Confirm the code actually landed at the address. contract code wraps eth_getCode, which is read-only and needs no account:

bash
citrate contract code "$CONTRACT"
# Contract code retrieved
# Size: ... bytes

You can confirm the same thing directly over RPC, which is the call the tool makes:

bash
curl -s http://localhost:8545 -H 'content-type: application/json' \
  -d "{\"jsonrpc\":\"2.0\",\"id\":1,\"method\":\"eth_getCode\",\"params\":[\"$CONTRACT\",\"latest\"]}"
# a non-"0x" result means code is present

To inspect the deploy transaction itself, fetch its receipt.

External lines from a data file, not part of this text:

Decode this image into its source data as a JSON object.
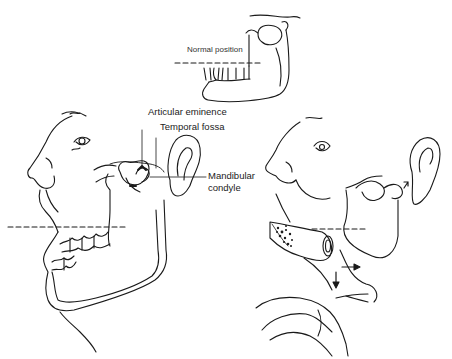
{
  "figure": {
    "panels": [
      {
        "id": "normal",
        "caption": "Normal position"
      },
      {
        "id": "dislocated-open",
        "labels": [
          "Articular eminence",
          "Temporal fossa",
          "Mandibular condyle"
        ]
      },
      {
        "id": "reduction-maneuver"
      }
    ]
  },
  "labels": {
    "normal_position": "Normal position",
    "articular_eminence": "Articular eminence",
    "temporal_fossa": "Temporal fossa",
    "mandibular_line1": "Mandibular",
    "mandibular_line2": "condyle"
  },
  "colors": {
    "ink": "#1a1a1a",
    "background": "#ffffff"
  }
}
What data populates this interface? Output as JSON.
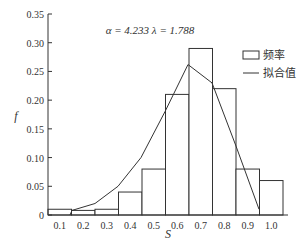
{
  "chart_data": {
    "type": "bar",
    "title": "",
    "annotation": "α = 4.233  λ = 1.788",
    "xlabel": "S",
    "ylabel": "f",
    "categories": [
      "0.1",
      "0.2",
      "0.3",
      "0.4",
      "0.5",
      "0.6",
      "0.7",
      "0.8",
      "0.9",
      "1.0"
    ],
    "yticks": [
      "0",
      "0.05",
      "0.10",
      "0.15",
      "0.20",
      "0.25",
      "0.30",
      "0.35"
    ],
    "ylim": [
      0,
      0.35
    ],
    "grid": false,
    "legend_position": "upper right",
    "series": [
      {
        "name": "频率",
        "type": "bar",
        "values": [
          0.01,
          0.008,
          0.01,
          0.04,
          0.08,
          0.21,
          0.29,
          0.22,
          0.08,
          0.06
        ]
      },
      {
        "name": "拟合值",
        "type": "line",
        "values": [
          0.0,
          0.008,
          0.02,
          0.05,
          0.1,
          0.18,
          0.262,
          0.23,
          0.12,
          0.01
        ]
      }
    ]
  },
  "legend": {
    "bar_label": "频率",
    "line_label": "拟合值"
  },
  "annotation": "α = 4.233  λ = 1.788",
  "axis": {
    "x_label": "S",
    "y_label": "f"
  }
}
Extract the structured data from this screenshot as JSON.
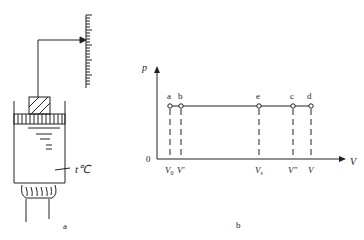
{
  "figure_a": {
    "caption": "a",
    "temperature_label": "t℃",
    "scale_ticks": 24
  },
  "figure_b": {
    "caption": "b",
    "y_axis_label": "p",
    "x_axis_label": "V",
    "origin_label": "0",
    "points": [
      {
        "name": "a",
        "x_label": "V",
        "x_sub": "0"
      },
      {
        "name": "b",
        "x_label": "V′",
        "x_sub": ""
      },
      {
        "name": "e",
        "x_label": "V",
        "x_sub": "s"
      },
      {
        "name": "c",
        "x_label": "V″",
        "x_sub": ""
      },
      {
        "name": "d",
        "x_label": "V",
        "x_sub": ""
      }
    ]
  },
  "colors": {
    "line": "#222222",
    "background": "#ffffff"
  }
}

The tool polls eth_getTransactionReceipt internally while it waits; you can read the same receipt with citrate network transaction 0xTX_HASH.

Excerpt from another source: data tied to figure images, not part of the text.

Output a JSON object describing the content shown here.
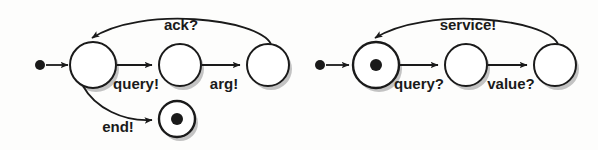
{
  "figure": {
    "kind": "state-machine-pair",
    "background_color": "#fdfdfc",
    "stroke_color": "#1a1a1a",
    "shadow_color": "#b9b9b9"
  },
  "machines": [
    {
      "id": "client-machine",
      "name": "left-state-machine",
      "states": [
        {
          "id": "L0",
          "name": "initial-marker",
          "shape": "filled-dot",
          "cx": 40,
          "cy": 65,
          "r": 5
        },
        {
          "id": "L1",
          "name": "state-idle",
          "shape": "circle",
          "cx": 93,
          "cy": 65,
          "r": 23
        },
        {
          "id": "L2",
          "name": "state-waiting",
          "shape": "circle",
          "cx": 180,
          "cy": 65,
          "r": 21
        },
        {
          "id": "L3",
          "name": "state-received",
          "shape": "circle",
          "cx": 268,
          "cy": 65,
          "r": 21
        },
        {
          "id": "L4",
          "name": "state-final",
          "shape": "circle-dot",
          "cx": 177,
          "cy": 119,
          "r": 18,
          "dot_r": 6
        }
      ],
      "transitions": [
        {
          "id": "L-start",
          "name": "start-arrow",
          "label": "",
          "from": "L0",
          "to": "L1"
        },
        {
          "id": "L-query",
          "name": "query-edge",
          "label": "query!",
          "from": "L1",
          "to": "L2",
          "label_x": 136,
          "label_y": 89
        },
        {
          "id": "L-arg",
          "name": "arg-edge",
          "label": "arg!",
          "from": "L2",
          "to": "L3",
          "label_x": 224,
          "label_y": 89
        },
        {
          "id": "L-ack",
          "name": "ack-edge",
          "label": "ack?",
          "from": "L3",
          "to": "L1",
          "label_x": 181,
          "label_y": 30
        },
        {
          "id": "L-end",
          "name": "end-edge",
          "label": "end!",
          "from": "L1",
          "to": "L4",
          "label_x": 118,
          "label_y": 132
        }
      ]
    },
    {
      "id": "server-machine",
      "name": "right-state-machine",
      "states": [
        {
          "id": "R0",
          "name": "initial-marker",
          "shape": "filled-dot",
          "cx": 320,
          "cy": 65,
          "r": 5
        },
        {
          "id": "R1",
          "name": "state-ready",
          "shape": "circle-dot",
          "cx": 376,
          "cy": 65,
          "r": 23,
          "dot_r": 6
        },
        {
          "id": "R2",
          "name": "state-serving",
          "shape": "circle",
          "cx": 466,
          "cy": 65,
          "r": 21
        },
        {
          "id": "R3",
          "name": "state-responding",
          "shape": "circle",
          "cx": 555,
          "cy": 65,
          "r": 21
        }
      ],
      "transitions": [
        {
          "id": "R-start",
          "name": "start-arrow",
          "label": "",
          "from": "R0",
          "to": "R1"
        },
        {
          "id": "R-query",
          "name": "query-edge",
          "label": "query?",
          "from": "R1",
          "to": "R2",
          "label_x": 419,
          "label_y": 89
        },
        {
          "id": "R-value",
          "name": "value-edge",
          "label": "value?",
          "from": "R2",
          "to": "R3",
          "label_x": 511,
          "label_y": 89
        },
        {
          "id": "R-service",
          "name": "service-edge",
          "label": "service!",
          "from": "R3",
          "to": "R1",
          "label_x": 468,
          "label_y": 30
        }
      ]
    }
  ]
}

Step 7, read and call the contract

contract read uses eth_call, so it costs nothing and needs no account:

bash
citrate contract read "$CONTRACT" "totalSupply()"

citrate contract read "$CONTRACT" "balanceOf(address)" \
  --args '["0xYOUR_ADDRESS"]'

contract call sends a state-changing transaction, waits for the receipt, and reports gas used and any emitted event topics:

bash
citrate contract call "$CONTRACT" "transfer(address,uint256)" \
  --args '["0x1111111111111111111111111111111111111111", "1000"]' \
  --account 0xYOUR_ADDRESS

Step 8, pick your next page

If you want toGo to
The full CLI command setCLI reference
The RPC the tool speaks underneathcall the Citrate RPC
Every RPC method, with params and shapesJSON-RPC reference
The consensus your transaction commits toconsensus, GhostDAG

Reference

The commands used above, with their source in citrate-chain:

CommandWhat it doesSource
citrate initwrite the default config and keystore directorycli/src/config.rs
citrate account create / list / balancemanage and read deployer accountscli/src/commands/account.rs
citrate contract deploy <file> --account --value --argssubmit eth_sendTransaction, await receipt, print addresscli/src/commands/contract.rs
citrate contract code <address>read code via eth_getCodecli/src/commands/contract.rs
citrate contract read <address> <sig> --argsread state via eth_callcli/src/commands/contract.rs
citrate contract call <address> <sig> --account --argssend a state-changing transactioncli/src/commands/contract.rs
citrate network transaction <hash>read a transaction receiptcli/src/commands/network.rs

The global --rpc <URL> flag and the CITRATE_RPC environment variable override the endpoint for any command (cli/src/main.rs). Deploy and call both poll eth_getTransactionReceipt while they wait (wait_for_receipt in cli/src/commands/contract.rs).

Failure modes

  • No account specified and no default account configured means you passed no --account and set no default. Pass --account 0x....
  • Transaction receipt not found after 60 seconds means the deploy or call transaction did not confirm in the poll window. Check the node is producing blocks and the account has SALT for gas.
  • Contract deployment failed with no contract address means the transaction reverted or ran out of gas; the default gas limit is 3,000,000, raised through the config.
  • dynamic types (string, bytes) are not supported comes from the CLI encoder. Use a contract method whose arguments are the supported static types, or encode the call data yourself and deploy raw.
  • Connection refused means no node is listening on the endpoint. Point --rpc at a reachable one.

Access and canon

Public. The read steps (contract code, contract read, eth_getCode) write nothing and need no account. Deploying and calling write state and spend gas, so they need an account with SALT. Chain id 40204 is testnet; confirm the live endpoint reports 0x9d0c before you deploy anything you care about. Keys live in the local keystore at ~/.citrate/keystore; the Citrate Keyring, not a hosted service, holds them.

Source and verification

Commands verified against citrate-chain at 03d7851. Contract operations are in cli/src/commands/contract.rs, with the subcommands deploy, call, read, code, verify, verify-get, and verify-list. Config defaults are in cli/src/config.rs, the global --rpc flag and the top-level subcommands are in cli/src/main.rs, account operations are in cli/src/commands/account.rs, and the transaction lookup is in cli/src/commands/network.rs. The faucet is a network service and has no citrate subcommand, so its address and request shape are described generically above. Status: Implemented (testnet 40204), pre external audit. The CLI ABI encoder is a static-types subset.